Produced by Equity Trust Inc.
This 26-page handbook is available in pdf format:
Student Handbook
INTRODUCTION: Recent years have seen an exciting growth in the number of students concerned with the issues of poverty, economic injustice, and environmental degradation. This new level of student engagement with these global issues – perhaps most publicly illustrated with the 1999 protests against the World Trade Organization in Seattle – has led many students to get involved in campaigns to reform the policies and practices of governments, corporations, and international financial institutions. It has also led them to look critically at the economic policies of their own educational institutions – particularly those policies that determine how these institutions invest their often very large endowments.
Students at dozens of campuses across the country have launched campaigns to get their schools to adopt socially responsible investment. (SRI) policies that establish social and environmental criteria – in addition to existing financial criteria – to guide investment decisions. These campaigns have advocated primarily for policies that apply social and environmental criteria either to screen out investments in corporations that have one or another kind of negative impact on society or the environment or to influence the behavior of corporations through shareholder activism. Recently, however, students on a growing number of campuses have begun to insist not only that their schools avoid making investments that have negative effects but that they also place some portion of their endowment in proactive .community investments. At Williams, Wesleyan, Portland State, and Mt. Holyoke, among other campuses, students have initiated campaigns to encourage their schools to make such investments.
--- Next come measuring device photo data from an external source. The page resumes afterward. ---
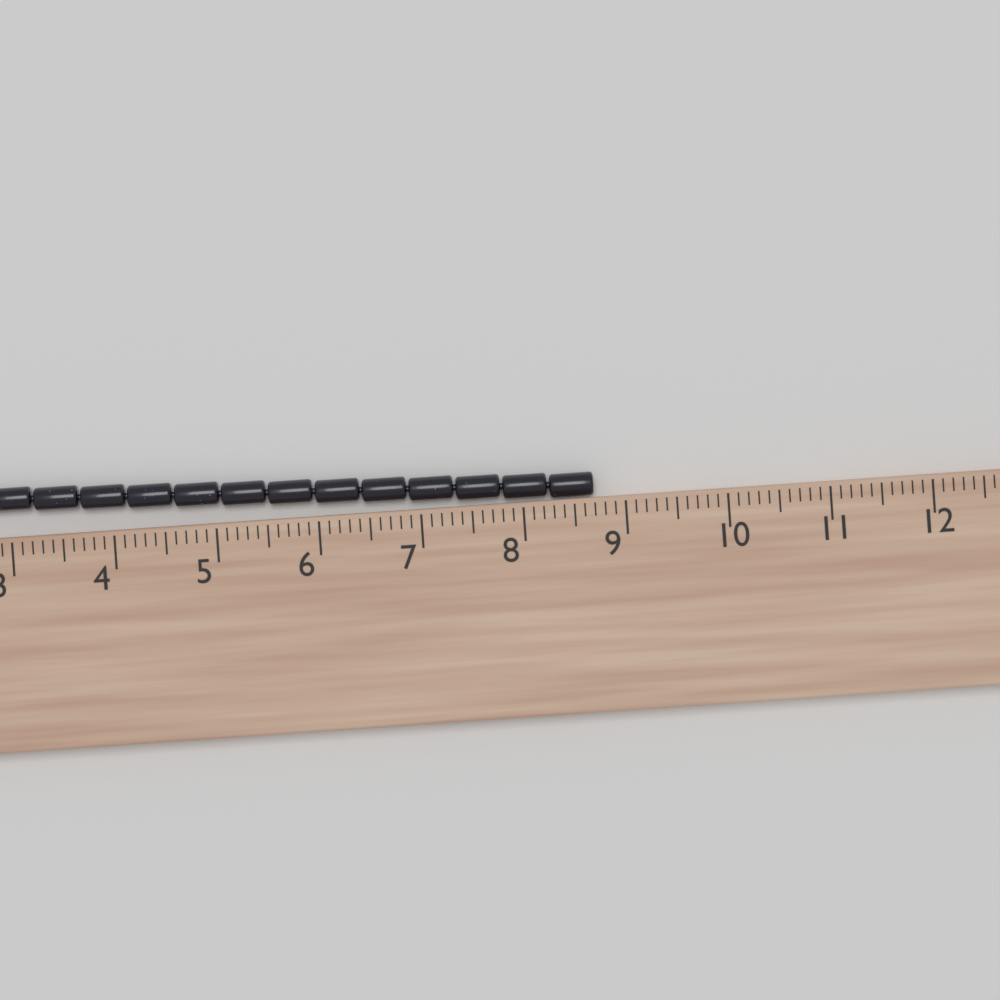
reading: 8.7 cm
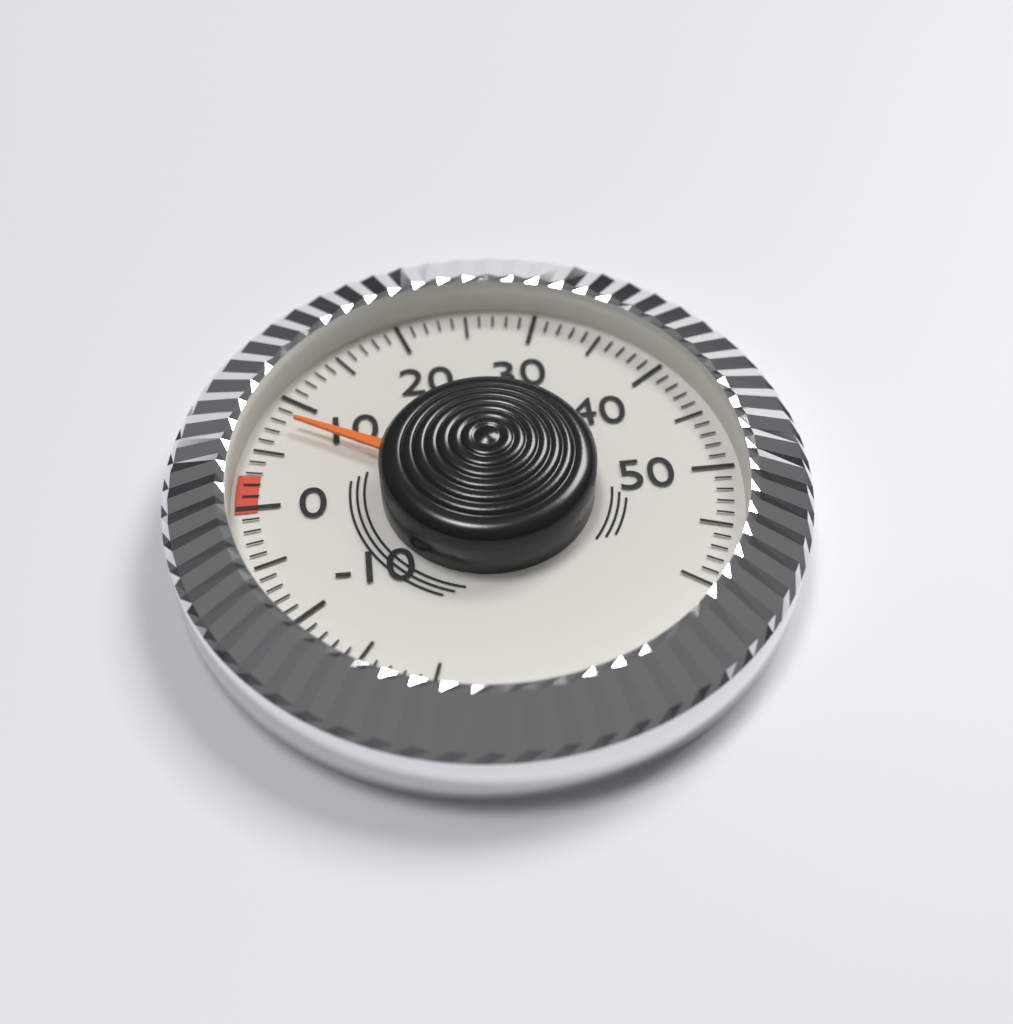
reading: 8 (no unit)
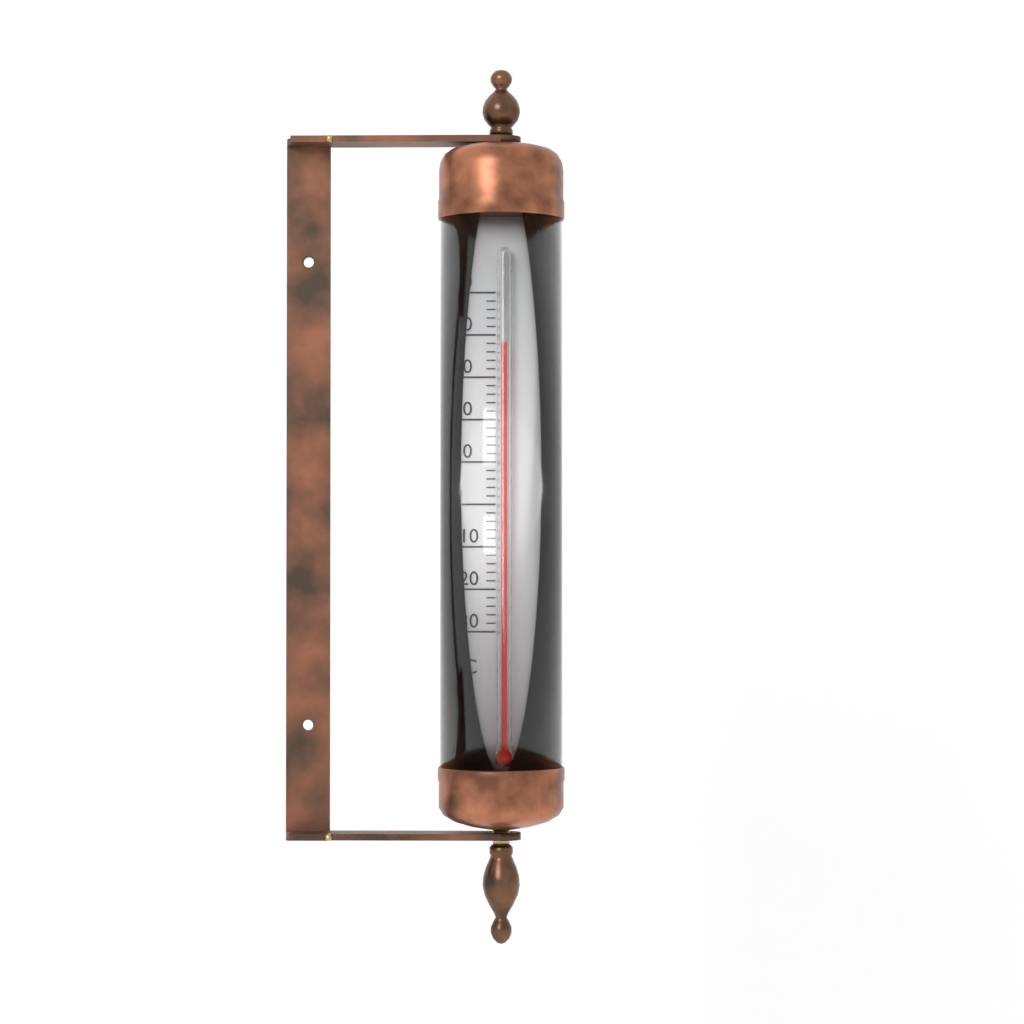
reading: 38 °C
What do we mean by community investment? In brief, we mean the type of socially responsible investment that invests capital in projects and programs that directly address fundamental social and environmental problems. Most community investment today involves loans by socially concerned individuals and institutions to various types of .community development financial institutions. (CDFIs), which in turn make loans to support efforts that address problems of poor and disadvantaged households and communities. The purpose of this guide is to share the experiences of these student-led campaigns and to provide some basic information about the theory and practice of community investment, with the hope of encouraging other students to undertake community investment initiatives at their schools.
Equity Trust’s 26-page handbook on this topic is available in Adobe Acrobat format. Download here.